By Jerry Okungu
Nairobi, Kenya
June 17, 2009
It was gratifying that for the first time in the history of this region, four partner states out of five harmonized their budget days and presented them concurrently in their respective parliaments. One hopes that a year from now, Burundi will join the four member states and do the same next year.
Having said that, I must hasten to say that this article will not attempt to analyze the technical details of our regional budgets because it is not its mandate to do so. That task belongs to economists and other budget experts well versed in the details of such complex documents as national business plans.
My interest in this year’s regional budgets is in their emphasis on regional infrastructure which if implemented as projected, will increase mobility of persons, goods and services across our borders.On the back of this increased activity, will ride trade across our borders with resultant economic growth and empowerment for everybody.
The grapevine has it that Tanzania plans to build a railway line that will link Kigali and Dar es Salaam directly. If this happens, Kigali will be blessed to have two direct networks between Kigali, Mombasa and Dar es Salaam. Of course the Mombasa line will pass through Kampala; its most sensible connection but so what?
According to the Kenyan budget, Uhuru Kenyatta was categorical that trade between Kenya and its landlocked neighbors in the West could no longer be trusted to the old and dilapidated 20th Century colonial Uganda Railway that the British built for the exploitation of the hinterland. For this reason, a modern, fast and electric powered railway line will have to be constructed from Mombasa to the Kenya Uganda border in the hope that the Kampala regime will see the need to construct their part of the line from either Busia or Malaba to their capital, whichever will make economic sense to the people of both countries.
The other infrastructural project in the pipeline is the Arusha – Athi River road dual carriage way that has already been commissioned. With funding from the African Development Bank and other international agencies, this road should ease traffic between Kenya and Tanzania and increase the volume of trade between the two sister states.
However, despite these good signs of regional infrastructural integration, unless the East African Community moves fast to secure the Common Market dream for the region, these heavy investments will not yield their full potential. East Africans need to be completely freed to move around and consider the whole region their home without fear of arrests and unnecessary intimidation.
East Africans need to drive their cars and tracks across their borders freely as long as they hold the region’s passport or Identity Card, a driving license and as long as the motor vehicle bears the registration numbers of any of the member states of the East African Community. This is what I experienced in South East Asia nearly 20 years ago as I crossed the Malaysian border into Singapore. It is the same good feeling I go through when I travel across states in West Africa with my colleagues from that region. Only that I’m subjected to border immigration checks as they sail through unperturbed.
The sad part is that as we yearn for our borders to be freed, all the regions in the world that now enjoy such freedom were decades behind us in the 1960s and ‘70s during our days as the East African Common Services when all our infrastructure services were common services and our currency was one East African Shilling. In those days, workers in the East African Railways& Harbors, Roads and Services, Power and Lighting, Post and Telecommunications, the East African Development Bank, Soroti East African Flying School and the East African Airways felt a sense of brotherhood that can only be a dream to the present generation.
In those good old days, Migingo Island was always there with its fish yet nobody felt it could be a point of dispute. In those days the vast lands of Tanzania were still there and intact, yet the East Africans that traversed the region never thought of grabbing it Kenyan style. People respected the laws of respective member states. Those who broke the law were punished according to the law.
Yes, as we allocate huge budgets to infrastructure in our region, let us get rid of the most deterrent impediment to our development. Let us get rid of unnecessary fear, suspicion and jealousy among us as neighbors. Let us as leaders encourage the spirit of sharing of our resources, knowledge and expertise in every aspect of our lives. It is the only way we will ever grow and progress as a people of our region.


### The task
When you reach the line that contains "I want to find", begin copying exactly and continue through the last line below. Do not copy pictures.

Image-backed grounding data
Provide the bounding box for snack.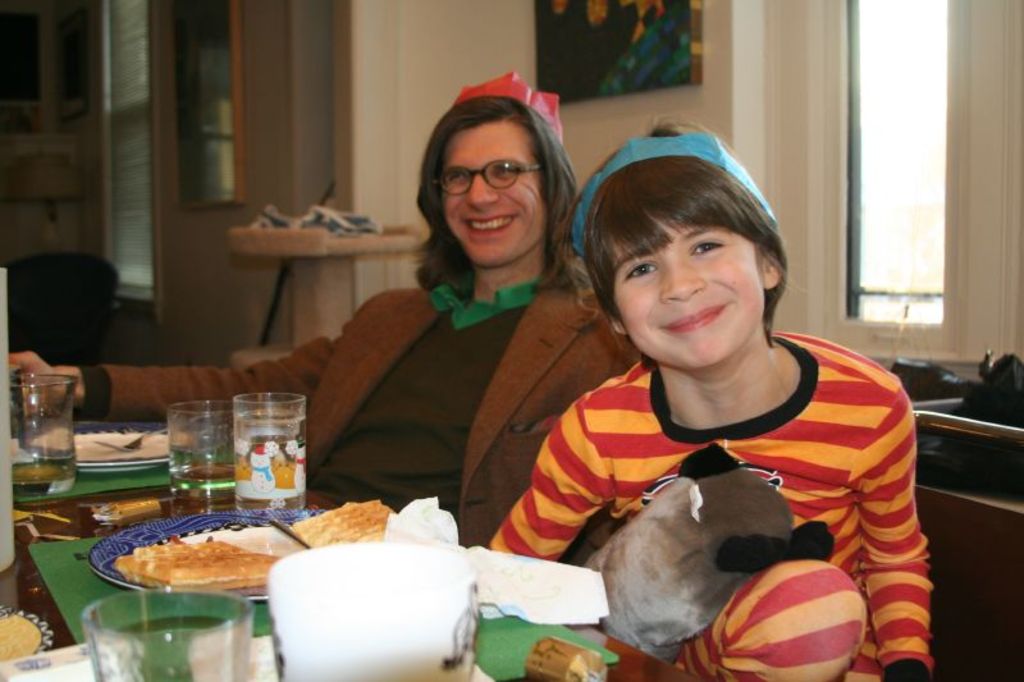
detection(113, 531, 297, 600).
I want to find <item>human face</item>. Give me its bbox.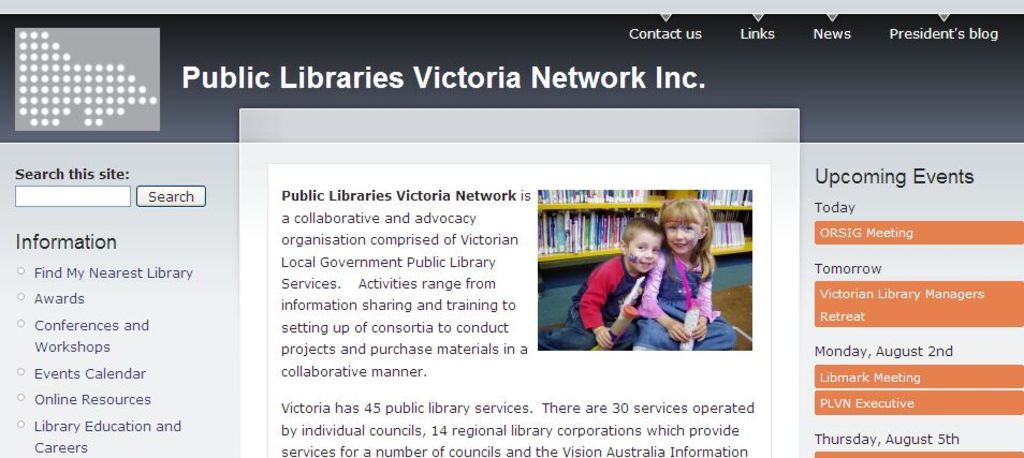
region(620, 235, 658, 270).
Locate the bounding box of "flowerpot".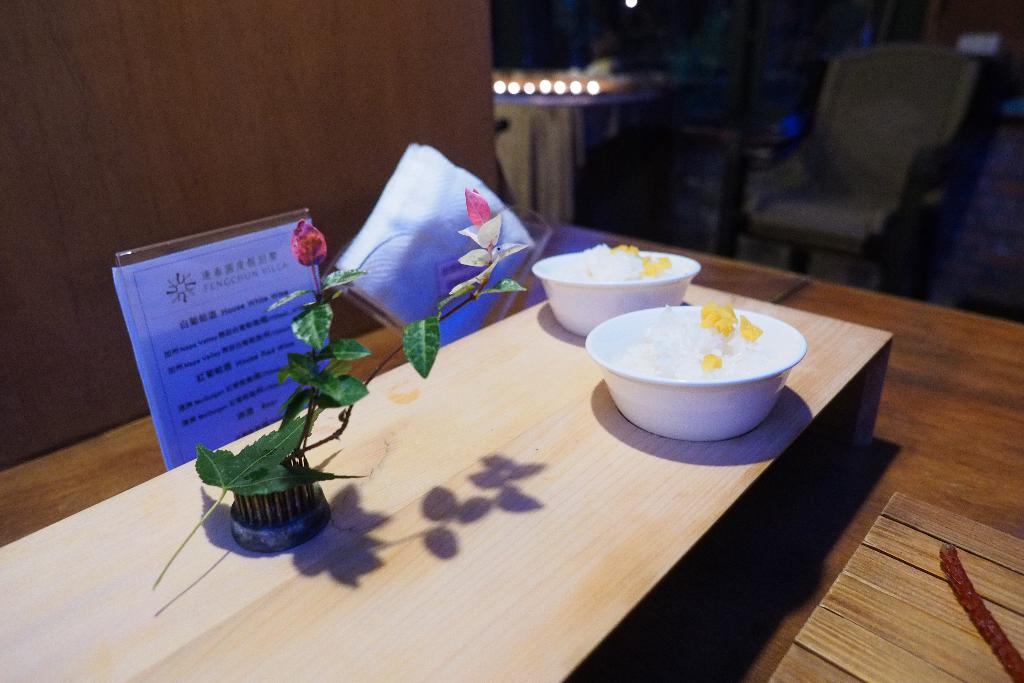
Bounding box: [225, 450, 335, 555].
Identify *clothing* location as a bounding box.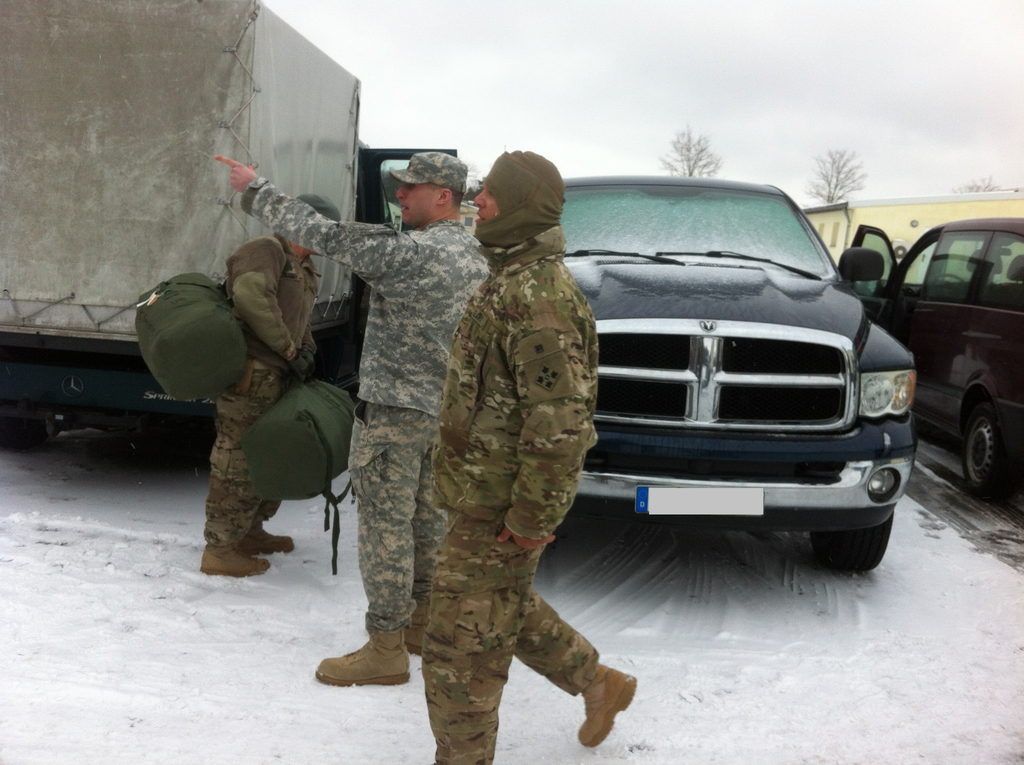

### Written reply
I want to find <item>human face</item>. Give me its bbox.
region(620, 235, 658, 270).
Locate the bounding box of "flowerpot".
Bounding box: [225, 450, 335, 555].
Identify *clothing* location as a bounding box.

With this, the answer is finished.